You pretty much have to use Xcode or Apple provided toolchain for building iOS apps.
You do not have to use Apple toolchain for building macOS apps, if you are content with the fact, that your binaries might be broken in future macOS releases. With point releases, even. For a case study, see golang.
Work gave me my first smart phone, an iPhone. I thought it was great at first. Then I started to use it, transfer photos, etc. Then I saw the number of hoops you had to jump through to make an app and get it on your phone. That was enough for me. It was a while ago, but I have my doubts that it was much easier. I try to steer people away from an iPhone if they don't have a mac. They just don't play nice with others. Development is the same. I never did make an iPhone app because I didn't have a mac.

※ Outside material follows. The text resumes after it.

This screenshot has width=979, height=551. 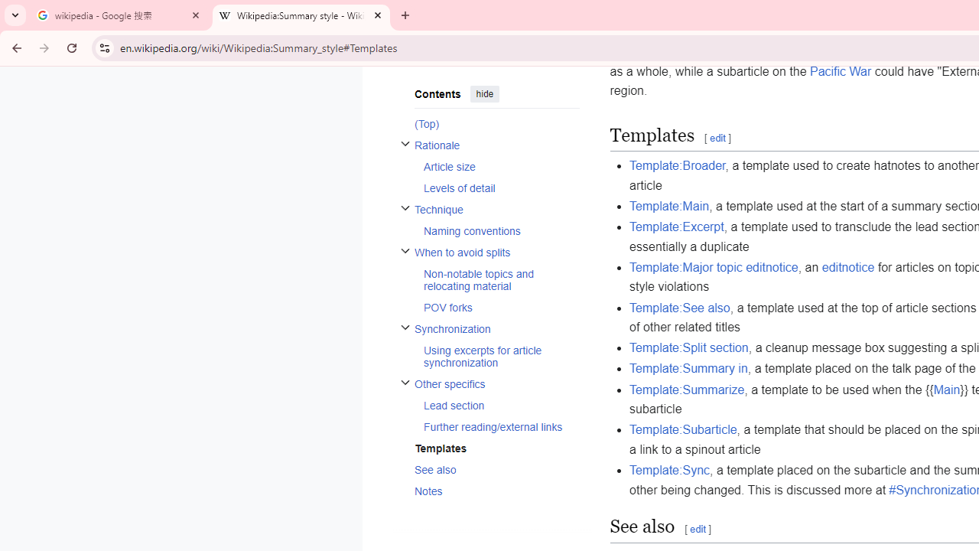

My next phone was one I bought, a Nexus device from google. Want to get an app on it? Download the SDK and tools, fire up hello world, throw it on your phone and it works.
> Download the SDK and tools, fire up hello world, throw it on your phone and it works.
This is exactly how it is done on iOS too from iOS 7/8. You don't need a Developer Account anymore to put your own apps on your own phone. You need a Dev. Account only if you want to push the app on App Store.
For typical iOS development using Swift/Objective-C yes, you will need an Apple machine. Some people are using VMs instead but the experience is (usually) terrible. There are also cloud services where you can rent a macOS VPS, I never tried this approach.